Mapping hoop.dev capabilities to iso 27001 control objectives

The following table shows how hoop.dev’s features line up with the most relevant ISO 27001 control objectives for streaming workloads.

ISO 27001 controlhoop.dev evidence
Access control – least privilege (A.9.2.1)Just‑in‑time approval and role‑based policy enforced at the gateway.
Access control – user access review (A.9.2.5)Per‑session logs tied to user identities, retained for audit periods.
Cryptographic controls – data in transit (A.10.1.1)Encrypted transport and optional inline masking of sensitive fields.
Monitoring – event logging (A.12.4.1)Session records, including command payloads and responses.
Incident management – evidence collection (A.16.1.3)Replay‑ready recordings that can be inspected during investigations.

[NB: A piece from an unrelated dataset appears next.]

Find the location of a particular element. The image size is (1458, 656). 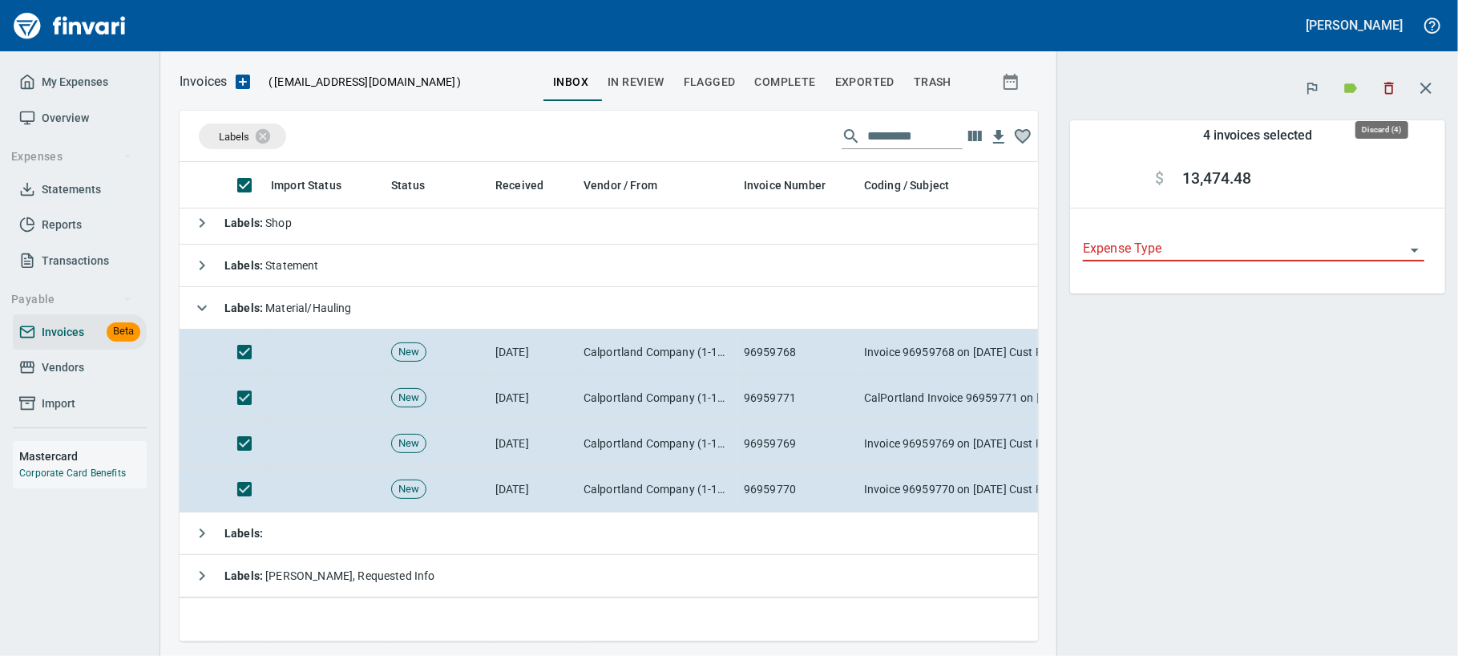

span: Complete is located at coordinates (786, 82).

Because each control ties to a concrete artifact that hoop.dev generates, auditors can verify compliance without relying on manual evidence collection.

Getting started with hoop.dev for streaming

Deploy the gateway using the official Docker Compose quick‑start, then register your streaming broker as a connection. The gateway stores the broker credentials, while your engineers authenticate via your existing OIDC provider. You can find detailed steps in the hoop.dev getting started guide and the broader hoop.dev feature documentation. Once the connection is live, all client tools point at the hoop.dev endpoint and automatically inherit the security posture.

FAQ

Do I need to change my streaming client configuration?

No. hoop.dev acts as a transparent proxy, so you only replace the host and port with the gateway’s address. The client continues to use its native protocol.

What logs are available for an ISO 27001 audit?

hoop.dev generates per‑session audit records that include user identity, timestamps, full request and response payloads (with masked fields redacted), and any approval decisions. You can export these logs to your SIEM or retain them according to your retention policy.

Is hoop.dev open source and can I host it myself?

Yes. hoop.dev is MIT licensed and you can access the source code on GitHub. You can run it on‑premises or in any cloud environment you control.